In this section, we will prove that the wealth process converges on the median result over time.  However, the math is not necessary for understanding the intuition and this section can be skipped for those less interested in the details.

As is common in finance, we will begin by assuming that wealth follows a geometric brownian motion.  This means we can write our wealth process as:

W_{T} = \exp(T(\mu-\frac{\sigma^{2}}{2})dt+\sigma Z \sqrt{T dt})

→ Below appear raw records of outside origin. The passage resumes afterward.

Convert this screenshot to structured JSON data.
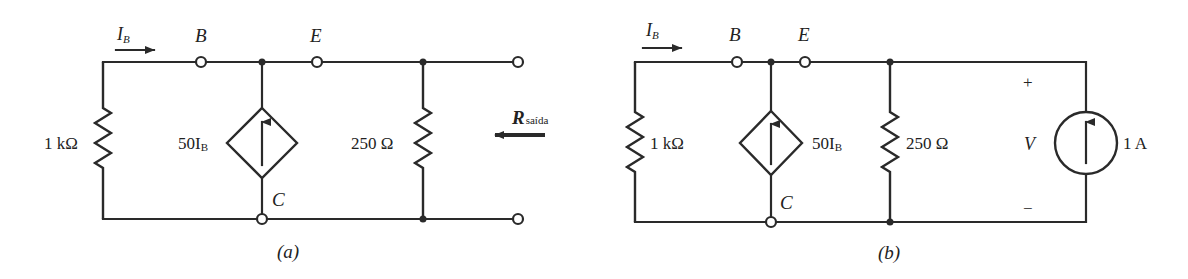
{
  "figure": {
    "colors": {
      "ink": "#2a2a2a",
      "background": "#ffffff"
    },
    "circuit_a": {
      "caption": "(a)",
      "current_label": {
        "main": "I",
        "sub": "B"
      },
      "nodes": {
        "base": "B",
        "emitter": "E",
        "collector": "C"
      },
      "resistor_left": "1 kΩ",
      "dependent_source": {
        "main": "50I",
        "sub": "B"
      },
      "resistor_right": "250 Ω",
      "output_resistance": {
        "main": "R",
        "sub": "saída"
      }
    },
    "circuit_b": {
      "caption": "(b)",
      "current_label": {
        "main": "I",
        "sub": "B"
      },
      "nodes": {
        "base": "B",
        "emitter": "E",
        "collector": "C"
      },
      "resistor_left": "1 kΩ",
      "dependent_source": {
        "main": "50I",
        "sub": "B"
      },
      "resistor_right": "250 Ω",
      "voltage_label": "V",
      "plus": "+",
      "minus": "−",
      "test_source": "1 A"
    }
  }
}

As the wealth process follows a log-normal distribution, we know the median is:

\exp(T(\mu - \frac{\sigma^{2}}{2}))

The mean, however, is slightly different.  Note that we can re-write the above wealth equation as:

W_{T} = \exp(T(\mu - \frac{\sigma^{2}}{2})dt)*\exp(\sigma Z \sqrt{T dt})

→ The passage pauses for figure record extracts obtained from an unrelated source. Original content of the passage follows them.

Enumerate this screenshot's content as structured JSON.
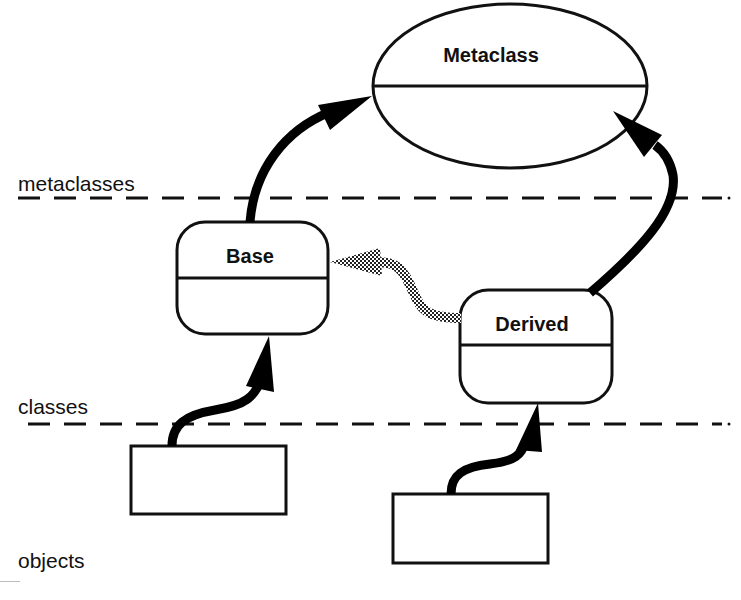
{
  "diagram": {
    "type": "metaclass-hierarchy",
    "colors": {
      "ink": "#111111",
      "background": "#ffffff",
      "instance_of_arrow": "#000000",
      "inheritance_arrow": "#7a7a7a"
    },
    "layers": [
      {
        "id": "metaclasses",
        "label": "metaclasses"
      },
      {
        "id": "classes",
        "label": "classes"
      },
      {
        "id": "objects",
        "label": "objects"
      }
    ],
    "nodes": [
      {
        "id": "metaclass",
        "label": "Metaclass",
        "shape": "ellipse",
        "layer": "metaclasses"
      },
      {
        "id": "base",
        "label": "Base",
        "shape": "rounded-rect",
        "layer": "classes"
      },
      {
        "id": "derived",
        "label": "Derived",
        "shape": "rounded-rect",
        "layer": "classes"
      },
      {
        "id": "base-object",
        "label": "",
        "shape": "rect",
        "layer": "objects"
      },
      {
        "id": "derived-object",
        "label": "",
        "shape": "rect",
        "layer": "objects"
      }
    ],
    "edges": [
      {
        "from": "base",
        "to": "metaclass",
        "style": "solid-black",
        "meaning": "instance-of"
      },
      {
        "from": "derived",
        "to": "metaclass",
        "style": "solid-black",
        "meaning": "instance-of"
      },
      {
        "from": "derived",
        "to": "base",
        "style": "stippled-gray",
        "meaning": "inherits-from"
      },
      {
        "from": "base-object",
        "to": "base",
        "style": "solid-black",
        "meaning": "instance-of"
      },
      {
        "from": "derived-object",
        "to": "derived",
        "style": "solid-black",
        "meaning": "instance-of"
      }
    ]
  }
}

Taking the expectation, we get:

E[W_{T}] = \exp(T(\mu - \frac{\sigma^{2}}{2})dt)*E[\exp(\sigma Z \sqrt{T dt})]

Note that E[\exp(\sigma Z \sqrt{T dt})] is just the expectation of a log-normal distribution with zero mean and a volatility of \sigma \sqrt{T dt} .  Thus, we find:

E[W_{T}] =\exp(T(\mu - \frac{\sigma^{2}}{2})dt) \exp(T dt \frac{\sigma^{2}}{2}) = \exp(\mu T)

The important takeaway here is that volatility does not affect our expected level of wealth.  It does, however, drive the mean and median further apart.

The intuition here is that while returns are generally assumed to be symmetric, wealth is highly skewed: we can only lose 100% of our money but can theoretically make an infinite amount.  Therefore, the mean is pushed upwards by the return shocks.

Over the long run, however, the annualized compound return does not approach the mean: rather, it approaches the median.  Consider that the annualized compounded return can be written:

\exp((\mu-\frac{\sigma^{2}}{2}) + \frac{\sigma}{T}\sum_{t=0}^{T}{\epsilon_{t})})) = \exp(\mu-\frac{\sigma^{2}}{2})\exp(\frac{\sigma}{T}\sum_{t=0}^{T}{\epsilon_{t})}

Where \epsilon_{t} is an i.i.d. standard normal and reflects the random shock on day t .  As T goes to infinity, the second term approaches 1, leaving only:

exp(\mu - \frac{\sigma^{2}}{2})

Which is the annualized median compound return.  Hence, over the long run, over a single realized return path, the investor’s growth rate should approach the median, not the mean.  Volatility places a crucial role in long-term wealth levels.

(For a more thorough derivation, please see these excellent notes by Guillaume Rabault.)

Conclusion

In this post we strived to provide the intuition – and math – as to why volatility is a critically important ingredient in determining the long-run growth rate of an investor’s portfolio.  By only looking at the average outcome of wealth simulations, investors may be misled into believing a much higher rate of return is achievable.  However, because investors do not have the ability to average their results across a multiverse of different outcomes, but rather can only average their returns over time, risk has the opportunity to compound.

Counter to the expectation that higher risk should be compensated with higher reward, a reduction of volatility, even at the expense of a lower expected return, can lead to a higher level of wealth accumulation.

This can be non-intuitive. After all, how can a lower expected return lead to a higher level of wealth? Since wealth is a convex function of return, a single bad, outlier return can be disastrous. A 100% gain is great, but a 100% loss puts you out of business.  While taking some risk is necessary to earn reward, excessive risk can lead to the permanent impairment of capital.